Carrollton’s first Pride event ‘couldn’t have gone better,’ organizer Bob McCranie says

TAMMYE NASH | Managing Editor
nash@dallasvoice.com

“If I ever suggest getting a bucket of chicken and going to the park for a picnic, knock me in the head,” Bob McCranie said this week, joking about how what started as a simple picnic in a Carrollton park to celebrate Pride Month and encourage people to get out and vote in the city’s runoff election turned into Carrollton Pride.

It really all started with the city elections in early May. The races for Place 1, Place 5 and Place 7 “all had strong chances of going to runoffs,” McCrainie said, and he knew that if that happened, the key to an ultimate victory would lie — as is often the case — in voter turnout in the runoffs.

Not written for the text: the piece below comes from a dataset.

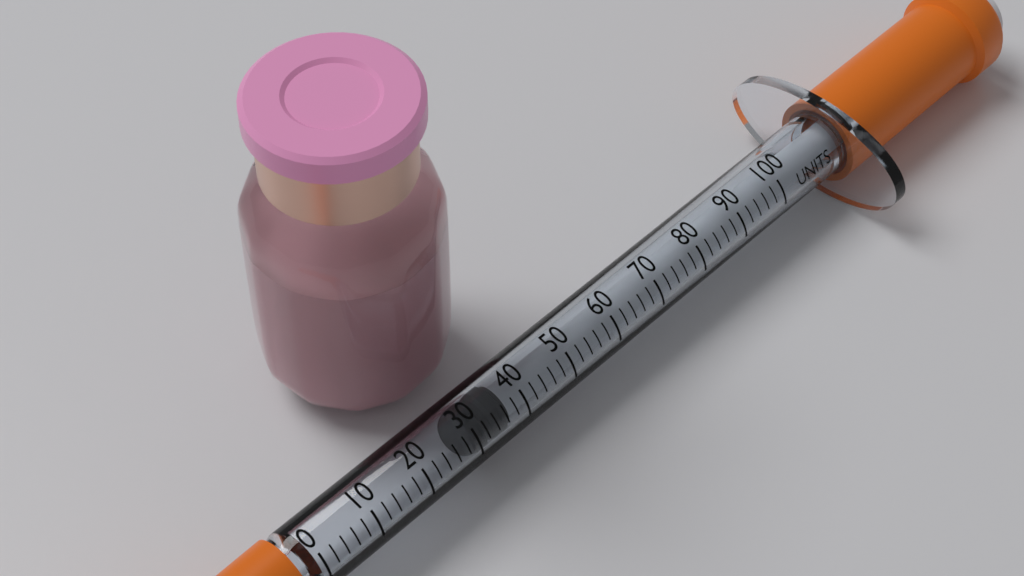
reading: 30 units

As it happened, Steve Babick won the Place 1 council seat without a runoff. But Nancy Kline and Annette Reese were in a runoff for Place 5, while Rusty Pendleton and Michelle Ocker made the runoff for Place 7. So McCranie approached a friend with the city and asked about requirements for using a city park for a picnic. After it was “subtly suggested” that he not try to use the city park — “and I’m still not sure why” — McCranie asked about using the field west of the Horizons Unitarian Universalist Church for the picnic. “Then we said, ‘You know what, forget about the field. With all this rain, it might be really wet. Can we use part of your parking lot?’ And they said sure.”

McCranie is a Realtor and owner of Texas Pride Realty. Since he was primarily footing the bill for this little Pride picnic, he figured it was only fair that Texas Pride Realty have a booth at the event. Then one booth turned into five booths. And five booths turned into 40 booths, plus a food truck and even an ice cream truck.

In the end, he said, “I’m guessing around 600 people showed up. We filled that parking lot up easily. It could not have gone better.”

Mayor Kevin Falconer was there, along with “about half the council. The mayor pro-tem [Steve Babick] even opened the event.” The council also approved a proclamation honoring Pride in Carrollton.

“I have never done anything on this scale before, and we threw it all together in just 47 days. It took a lot of preparation and last-minute planning, but it was totally worth it. Everyone had a great time,” McCranie said.

“After 18 months [of COVID-19 and the resulting quarantine], our community really needed to get out and see each other again. And this just happened in the right spot at the right time,” he continued. “After four years of Trump and 18 months of COVID, our whole country is in flux, trying to get back to some semblance of normal. And everybody just needed that release.”

For McCranie, who remembers what happened when he first moved to Carrollton and became active in city politics, Saturday’s Carrollton Pride celebration was even sweeter.

“In 2003, when I moved here, nobody was doing LGBTQ work outside The Loop [I-635],” he said, recalling how, when he started volunteering to work the polls at city elections, letters started going around calling on officials to get rid of “Gay Bob.” He also recalled how, when then-Mayor Becky Miller participated in Dallas’ Alan Ross Texas Freedom Parade, Carrollton residents started circulating petitions calling on the council to pass a law prohibiting city officials from participating in Pride events again.

“In 18 years, to go from all the threatening letters and the petitions and ‘Get rid of Gay Bob’ to this event, it’s just amazing. It all just clicked,” McCranie said. “And this shows, too, that Pride doesn’t have to be some mega-monolithic event. It truly can be just a bucket of chicken in the park!

“Now it’s time to start planning for next year.”